There’s rather a lot riding on the Toulouse-Lautrec blockbuster at the National Gallery this summer.
Large sums of taxpayer money, the kickoff for the Centenary, and of course a failed blockbuster would have serious implications for the Gallery’s bottom line.
On one level it seems like a no brainer. Pretty much every intense young woman for the last forty years has hung a Latrec on their bedroom wall to show they are SENSITIVE and ARTISTIC. Just in case you missed the copy of The Bell Jar prominently displayed on the book case or (in extreme cases) the box cutter on their desk.
If the highly strung women are coming out in droves then those of us who enjoy their company will be sure to follow.
But on another level it’s going to take some doing to put on a show significantly better than the average framing shop for a poster artist who’s work has been mass produced for well over a century.
Which brings me to my concern from the photograph above, taken in Turner over the weekend.
About five years ago the recycling shops at the tips (IIRC it was Revolve back then) filled up quite remarkably with canvas prints of Allanis Morissette as the same sort of intense young woman gradually realised that rain on their wedding day is not, in point of fact, ironic.
Is this just a one off? A statistical blip that can be ignored? Or is it the start of something as the SENSITIVE and ARTISTIC women move on after all this time?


__TASK DETAILS__
Find the word "bounding" in the data. Return every line where it appears.

Records from a collection of figures
=== Section Start ===
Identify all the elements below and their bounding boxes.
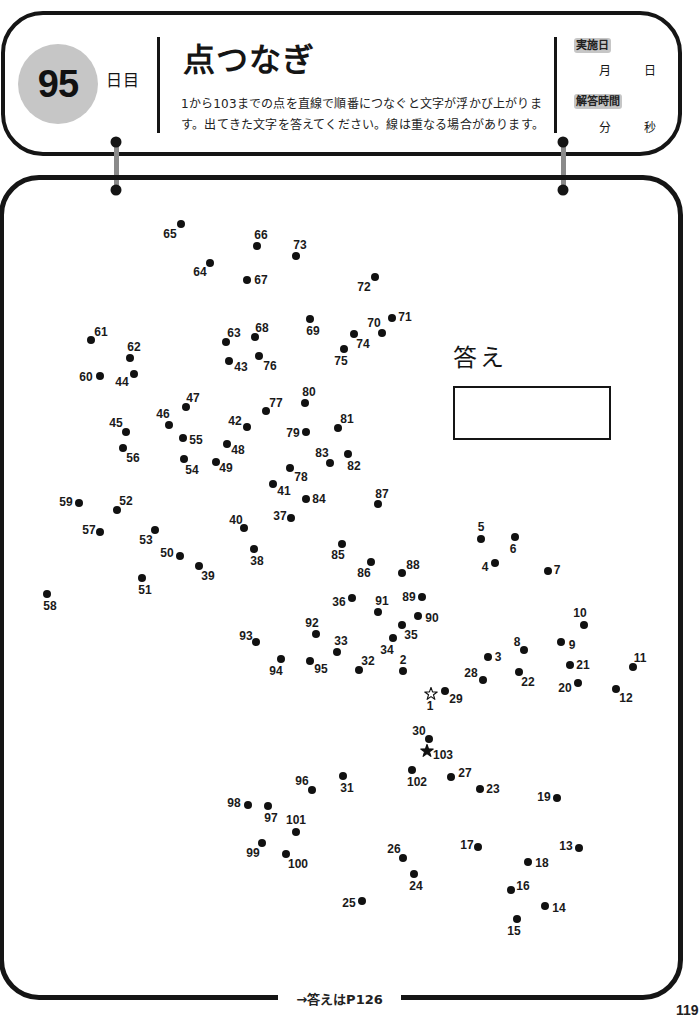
dot-29 [441, 687, 449, 695]
dot-label-13: 13 [559, 840, 572, 852]
dot-37 [287, 514, 295, 522]
dot-label-14: 14 [552, 902, 565, 914]
dot-label-103: 103 [433, 749, 453, 761]
dot-label-39: 39 [201, 570, 214, 582]
dot-33 [333, 648, 341, 656]
dot-54 [180, 455, 188, 463]
dot-label-56: 56 [126, 452, 139, 464]
dot-label-16: 16 [516, 880, 529, 892]
dot-95 [306, 657, 314, 665]
dot-label-74: 74 [356, 338, 369, 350]
dot-label-84: 84 [312, 493, 325, 505]
dot-4 [491, 559, 499, 567]
dot-19 [553, 794, 561, 802]
dot-13 [575, 844, 583, 852]
dot-65 [177, 220, 185, 228]
dot-label-18: 18 [535, 857, 548, 869]
dot-label-24: 24 [409, 880, 422, 892]
dot-label-71: 71 [398, 311, 411, 323]
dot-label-66: 66 [254, 229, 267, 241]
dot-label-85: 85 [331, 549, 344, 561]
dot-label-93: 93 [239, 630, 252, 642]
dot-label-80: 80 [302, 386, 315, 398]
dot-62 [126, 354, 134, 362]
dot-label-68: 68 [255, 322, 268, 334]
dot-label-43: 43 [234, 361, 247, 373]
dot-label-3: 3 [495, 651, 502, 663]
dot-label-36: 36 [332, 596, 345, 608]
dot-label-5: 5 [478, 521, 485, 533]
dot-93 [252, 638, 260, 646]
dot-label-34: 34 [380, 644, 393, 656]
dot-28 [479, 676, 487, 684]
dot-label-12: 12 [619, 692, 632, 704]
dot-23 [476, 785, 484, 793]
dot-34 [389, 634, 397, 642]
dot-label-98: 98 [227, 797, 240, 809]
dot-43 [225, 357, 233, 365]
dot-label-77: 77 [269, 397, 282, 409]
dot-label-61: 61 [94, 326, 107, 338]
dot-label-102: 102 [407, 776, 427, 788]
dot-label-33: 33 [334, 635, 347, 647]
dot-5 [477, 535, 485, 543]
dot-label-7: 7 [554, 564, 561, 576]
dot-94 [277, 655, 285, 663]
dot-label-59: 59 [59, 496, 72, 508]
dot-2 [399, 667, 407, 675]
dot-48 [223, 440, 231, 448]
dot-3 [484, 653, 492, 661]
dot-label-1: 1 [427, 700, 434, 712]
dot-79 [302, 428, 310, 436]
footer: →答えはP126 [278, 989, 401, 1007]
dot-label-101: 101 [286, 814, 306, 826]
dot-9 [557, 638, 565, 646]
dot-label-62: 62 [127, 341, 140, 353]
dot-label-88: 88 [406, 559, 419, 571]
dot-label-49: 49 [219, 462, 232, 474]
dot-91 [374, 608, 382, 616]
dot-102 [408, 766, 416, 774]
dot-84 [302, 495, 310, 503]
dot-label-46: 46 [156, 408, 169, 420]
dot-label-9: 9 [569, 639, 576, 651]
dot-64 [206, 259, 214, 267]
dot-label-42: 42 [228, 415, 241, 427]
dot-73 [292, 252, 300, 260]
dot-label-25: 25 [342, 897, 355, 909]
dot-82 [344, 450, 352, 458]
dot-41 [269, 480, 277, 488]
dot-46 [165, 421, 173, 429]
dot-6 [511, 533, 519, 541]
dot-50 [176, 552, 184, 560]
dot-25 [358, 897, 366, 905]
dot-label-8: 8 [514, 636, 521, 648]
dot-30 [425, 735, 433, 743]
dot-57 [96, 528, 104, 536]
dot-label-17: 17 [460, 839, 473, 851]
dot-38 [250, 545, 258, 553]
dot-label-15: 15 [507, 925, 520, 937]
dot-label-92: 92 [305, 617, 318, 629]
dot-label-37: 37 [273, 510, 286, 522]
dot-60 [96, 372, 104, 380]
dot-label-96: 96 [295, 775, 308, 787]
dot-label-60: 60 [79, 371, 92, 383]
dot-label-64: 64 [193, 266, 206, 278]
dot-90 [414, 612, 422, 620]
dot-label-95: 95 [314, 663, 327, 675]
dot-label-57: 57 [82, 524, 95, 536]
dot-label-10: 10 [573, 607, 586, 619]
dot-70 [378, 329, 386, 337]
dot-7 [544, 567, 552, 575]
dot-36 [348, 594, 356, 602]
dot-label-45: 45 [109, 417, 122, 429]
dot-14 [541, 902, 549, 910]
dot-label-23: 23 [486, 783, 499, 795]
page-number: 119 [676, 1002, 699, 1018]
dot-18 [524, 858, 532, 866]
dot-label-87: 87 [375, 488, 388, 500]
dot-75 [340, 345, 348, 353]
dot-27 [447, 773, 455, 781]
dot-86 [367, 558, 375, 566]
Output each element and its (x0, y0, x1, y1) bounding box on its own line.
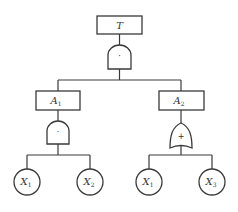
=== Section End ===
__RESPONSE TO THIS EXERCISE__
Identify all the elements below and their bounding boxes.
Output each element and its (x0, y0, x1, y1) bounding box on its own line.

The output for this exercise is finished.